Disgruntled Conservatives Have Reason to Hope

COMMENTARY Conservatism

Disgruntled Conservatives Have Reason to Hope

Nov 11, 2006 3 min read
COMMENTARY BY

Former Distinguished Fellow

Michael is a former Distinguished Fellow at The Heritage Foundation.

Republicans have been busy reading the tea leaves of last week's election debacle. Disgruntled conservatives looking for evidence that they "get it" and will return to their conservative roots have reason to be encouraged.

Exit polls show that legions of conservatives cast their ballots for Democrats, a significant number of whom are centrists. But liberal and left-of-center candidates beat many conservatives, too. Senator-elect Sherrod Brown won 23% of self-described "conservative" voters in Ohio, despite his lifetime American Conservative Union rating of only 8%. Similarly, Sen.-elect Bob Casey in Pennsylvania nabbed 20% of the conservative vote.

In at least three Senate races-Missouri, Montana and Virginia-Democratic challengers attracted enough conservative support to tip the balance in their favor against Republican incumbents who mounted mostly non-ideological campaigns that failed to arouse the conservative base. Many conservatives even chose to stay home last Tuesday. The conservative share of the electorate declined slightly compared to 2004.

The full extent of the conservatives' malaise was evident in the results of a poll by OnMessage Inc. It surveyed 100 voters in each of 12 hotly contested Republican-controlled House districts during the three days preceding the election. On the issue that supposedly sank Republicans nationwide, the war in Iraq, Republicans actually enjoyed a modest edge (36% to 32%, as the party "best able to deal with the war in Iraq"). Voters were considerably more critical of the Republicans, however, on the issues of taxes and spending.   Democrats enjoyed commanding advantages as the party best able to "cut taxes for the middle-class" (42% to 29%), "work toward reducing the deficit" (47% to 22%), and "keep government spending under control" (38% to 21%). Not surprisingly, Democrats fared well in all of these districts, winning four, with three others still undecided at press time.

Encouraging Words

Now, chastened House Republicans must elect new leaders. Early indications are that both candidates for the minority leader post-Representatives John Boehner of Ohio and Mike Pence of Indiana-see the election results as a wake-up call to get back to basics.

"Our voters stopped thinking of us as the party of principle," Boehner wrote in a post-election letter to his colleagues. They concluded that "instead of changing Washington, Washington had changed us." In a similar letter, Pence struck the optimistic note that "in this new time of challenge also comes opportunity." "I believe," he said, "that we did not just lose our majority-we lost our way." He lamented the embrace by House Republicans of Big Government and singled out the doubling of Uncle Sam's role in education and the enactment of the "largest new entitlement in 40 years" on the Republicans' watch.

Boehner spoke of the need to "take some well-considered risks." Pence argued that Republicans should seek to regain the majority "not simply to govern but to change government for the better." Both invoked President Reagan and pledged to recapture the magic of the 1994 Republican Revolution and keep a future Republican majority focused on what really matters. To conservatives who have grown dismayed by the transactional nature of Republican governance, these are encouraging words indeed.

The only dissenting voice comes from the dramatically diminished, and apparently embittered, ranks of Republican moderates. Sarah Chamberlain Resnick of the Republican Main Street Partnership issued a telling press release on election night with the inflammatory title: "Far Right Solely Responsible for Democratic Gains. Leadership Ignored Centrist Concerns, Chose to Pursue Far Right's Legislative Agenda." Chamberlain's specific complaint was Democratic campaign ads attacking Republicans for failing to raise the minimum wage, advance embryonic stem-cell research and pass a strong ethics-reform package. If Republican leaders had only listened, she argued, "we could have taken issues like this off the table" and presumably saved the dozen or so moderates who lost their seats.
"The extreme right," Chamberlain said, "has had their turn at the wheel and the results have proven devastating for our party and our country."

Chamberlain's lament is misguided.

As in the contested Senate races, exit poll data demonstrate that self-identified conservatives in the Northeast who supported the Democratic House candidates comprised 6% of the electorate, while liberals who gravitated to the Republican amounted to only 1.7% of the total. That means the "my-conservatives-for-your-liberals" trade that Chamberlain implicitly endorses resulted in a net loss of 4.3% of the total electorate. For many moderate Republicans in the Northeast, this was more than their final margin of defeat and was an entirely avoidable disaster. Their response should be to, finally, take conservative voters seriously.

Mike Franc, who has held a number of positions on Capitol Hill, is vice president of Government Relations at The Heritage Foundation.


The word to look for is "ylabel". Report every line of the entries below that has it.

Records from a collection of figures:
=======

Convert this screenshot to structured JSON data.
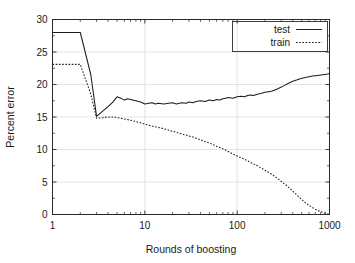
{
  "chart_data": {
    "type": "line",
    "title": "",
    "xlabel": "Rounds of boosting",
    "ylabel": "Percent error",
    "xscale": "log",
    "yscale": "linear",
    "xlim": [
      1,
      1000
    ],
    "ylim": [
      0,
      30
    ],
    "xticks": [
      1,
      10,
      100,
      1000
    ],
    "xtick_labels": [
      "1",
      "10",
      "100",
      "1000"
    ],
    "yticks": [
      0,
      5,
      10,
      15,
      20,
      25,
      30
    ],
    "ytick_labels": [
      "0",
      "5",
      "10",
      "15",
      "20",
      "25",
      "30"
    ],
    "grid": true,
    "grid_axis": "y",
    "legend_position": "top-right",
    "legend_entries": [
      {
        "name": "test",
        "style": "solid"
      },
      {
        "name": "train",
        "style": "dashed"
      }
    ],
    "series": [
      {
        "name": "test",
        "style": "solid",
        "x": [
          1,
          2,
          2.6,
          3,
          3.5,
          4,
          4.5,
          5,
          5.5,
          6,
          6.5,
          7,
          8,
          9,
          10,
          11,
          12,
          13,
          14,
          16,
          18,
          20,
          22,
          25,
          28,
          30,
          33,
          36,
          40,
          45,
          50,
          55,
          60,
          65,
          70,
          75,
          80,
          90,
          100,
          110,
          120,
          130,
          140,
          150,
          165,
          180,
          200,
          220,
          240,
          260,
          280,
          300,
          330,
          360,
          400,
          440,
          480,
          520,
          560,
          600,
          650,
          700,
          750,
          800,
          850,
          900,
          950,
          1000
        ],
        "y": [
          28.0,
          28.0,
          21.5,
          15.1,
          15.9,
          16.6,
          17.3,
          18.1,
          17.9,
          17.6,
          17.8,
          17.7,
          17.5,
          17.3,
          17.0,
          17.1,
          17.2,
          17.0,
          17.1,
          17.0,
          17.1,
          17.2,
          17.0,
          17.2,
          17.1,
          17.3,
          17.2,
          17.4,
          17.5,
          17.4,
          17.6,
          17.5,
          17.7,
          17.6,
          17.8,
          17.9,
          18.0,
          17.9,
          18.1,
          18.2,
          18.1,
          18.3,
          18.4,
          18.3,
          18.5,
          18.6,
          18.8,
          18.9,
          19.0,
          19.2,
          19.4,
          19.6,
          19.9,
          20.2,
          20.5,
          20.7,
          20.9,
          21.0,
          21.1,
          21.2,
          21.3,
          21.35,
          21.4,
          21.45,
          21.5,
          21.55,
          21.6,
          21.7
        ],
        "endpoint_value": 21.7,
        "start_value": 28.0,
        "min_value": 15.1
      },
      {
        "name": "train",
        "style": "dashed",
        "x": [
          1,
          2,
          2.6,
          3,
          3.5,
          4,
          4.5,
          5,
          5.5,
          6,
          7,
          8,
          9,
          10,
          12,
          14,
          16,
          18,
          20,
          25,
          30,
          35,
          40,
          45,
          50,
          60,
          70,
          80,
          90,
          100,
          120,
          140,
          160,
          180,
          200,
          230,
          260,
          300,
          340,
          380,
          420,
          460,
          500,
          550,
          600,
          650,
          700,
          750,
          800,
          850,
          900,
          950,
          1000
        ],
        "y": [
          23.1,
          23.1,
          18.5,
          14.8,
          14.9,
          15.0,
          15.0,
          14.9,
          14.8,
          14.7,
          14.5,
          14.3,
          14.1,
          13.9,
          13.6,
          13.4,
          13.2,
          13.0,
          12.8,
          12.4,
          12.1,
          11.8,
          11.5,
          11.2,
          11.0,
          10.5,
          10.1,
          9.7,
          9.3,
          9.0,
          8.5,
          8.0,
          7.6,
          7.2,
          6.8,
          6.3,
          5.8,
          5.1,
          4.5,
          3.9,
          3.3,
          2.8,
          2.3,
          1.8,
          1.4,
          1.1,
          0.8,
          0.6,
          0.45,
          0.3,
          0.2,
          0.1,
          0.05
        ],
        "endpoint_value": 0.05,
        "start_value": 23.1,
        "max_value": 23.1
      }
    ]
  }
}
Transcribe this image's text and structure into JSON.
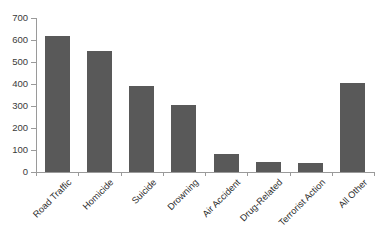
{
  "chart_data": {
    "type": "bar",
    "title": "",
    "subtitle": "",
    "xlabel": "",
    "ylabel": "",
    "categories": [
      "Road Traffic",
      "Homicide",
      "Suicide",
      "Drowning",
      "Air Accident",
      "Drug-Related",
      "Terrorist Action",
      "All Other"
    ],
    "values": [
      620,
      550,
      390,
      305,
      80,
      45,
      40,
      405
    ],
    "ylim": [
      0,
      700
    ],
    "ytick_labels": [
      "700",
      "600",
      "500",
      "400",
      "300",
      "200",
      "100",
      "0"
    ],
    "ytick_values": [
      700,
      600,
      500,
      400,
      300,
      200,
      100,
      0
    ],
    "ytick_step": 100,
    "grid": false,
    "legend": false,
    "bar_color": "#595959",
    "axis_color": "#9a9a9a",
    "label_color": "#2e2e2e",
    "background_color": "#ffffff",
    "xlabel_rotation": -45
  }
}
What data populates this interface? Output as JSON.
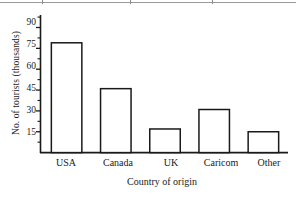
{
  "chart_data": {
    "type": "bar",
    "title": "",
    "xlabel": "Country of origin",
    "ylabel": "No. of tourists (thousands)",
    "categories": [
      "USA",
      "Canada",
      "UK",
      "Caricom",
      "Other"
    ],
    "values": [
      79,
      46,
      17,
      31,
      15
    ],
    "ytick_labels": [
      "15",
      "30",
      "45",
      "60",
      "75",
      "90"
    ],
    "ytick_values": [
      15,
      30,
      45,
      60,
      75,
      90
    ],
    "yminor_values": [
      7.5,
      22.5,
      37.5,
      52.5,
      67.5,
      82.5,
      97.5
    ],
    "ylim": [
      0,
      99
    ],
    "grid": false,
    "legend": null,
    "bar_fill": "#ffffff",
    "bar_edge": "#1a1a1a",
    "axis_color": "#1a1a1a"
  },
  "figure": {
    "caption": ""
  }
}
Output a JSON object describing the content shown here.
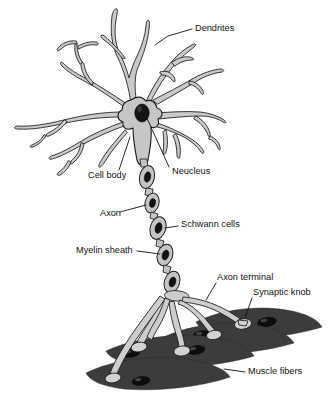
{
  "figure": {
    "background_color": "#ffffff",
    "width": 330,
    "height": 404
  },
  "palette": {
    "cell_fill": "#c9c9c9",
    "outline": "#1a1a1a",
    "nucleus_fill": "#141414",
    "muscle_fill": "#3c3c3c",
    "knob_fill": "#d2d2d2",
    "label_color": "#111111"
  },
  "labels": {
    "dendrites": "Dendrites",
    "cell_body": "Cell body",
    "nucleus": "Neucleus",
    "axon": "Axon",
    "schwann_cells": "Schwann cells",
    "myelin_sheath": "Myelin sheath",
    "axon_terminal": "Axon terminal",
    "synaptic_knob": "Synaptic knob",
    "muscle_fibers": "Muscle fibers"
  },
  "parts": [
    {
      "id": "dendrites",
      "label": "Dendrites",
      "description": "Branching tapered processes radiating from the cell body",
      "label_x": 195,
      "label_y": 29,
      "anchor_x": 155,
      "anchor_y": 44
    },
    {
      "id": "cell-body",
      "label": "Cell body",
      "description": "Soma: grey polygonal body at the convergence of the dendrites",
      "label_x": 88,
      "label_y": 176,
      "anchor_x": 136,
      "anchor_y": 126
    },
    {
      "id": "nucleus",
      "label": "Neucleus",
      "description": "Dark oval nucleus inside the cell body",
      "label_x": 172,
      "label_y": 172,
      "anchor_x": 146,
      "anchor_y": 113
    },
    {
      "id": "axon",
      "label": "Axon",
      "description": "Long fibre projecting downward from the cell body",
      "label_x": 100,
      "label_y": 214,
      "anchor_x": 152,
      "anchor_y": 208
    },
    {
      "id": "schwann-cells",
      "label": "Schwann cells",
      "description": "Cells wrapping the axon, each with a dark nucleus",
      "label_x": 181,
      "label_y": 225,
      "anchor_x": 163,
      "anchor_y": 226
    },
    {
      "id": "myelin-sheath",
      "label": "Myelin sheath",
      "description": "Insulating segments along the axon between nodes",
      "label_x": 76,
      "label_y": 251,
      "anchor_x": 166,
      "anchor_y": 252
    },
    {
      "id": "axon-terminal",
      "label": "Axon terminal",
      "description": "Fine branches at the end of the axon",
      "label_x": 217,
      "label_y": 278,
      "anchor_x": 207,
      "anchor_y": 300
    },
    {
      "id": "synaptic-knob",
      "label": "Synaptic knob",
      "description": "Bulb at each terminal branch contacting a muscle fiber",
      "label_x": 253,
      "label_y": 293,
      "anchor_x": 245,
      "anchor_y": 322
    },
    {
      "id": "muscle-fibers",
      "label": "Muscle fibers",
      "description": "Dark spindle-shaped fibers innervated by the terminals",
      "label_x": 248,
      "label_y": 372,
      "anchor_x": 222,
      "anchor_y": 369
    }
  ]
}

=======

SOLUTION FOR THIS PROBLEM ::
    "ylabel": "Percent error",
    "ylabel": "",
    "ylabel": "No. of tourists (thousands)",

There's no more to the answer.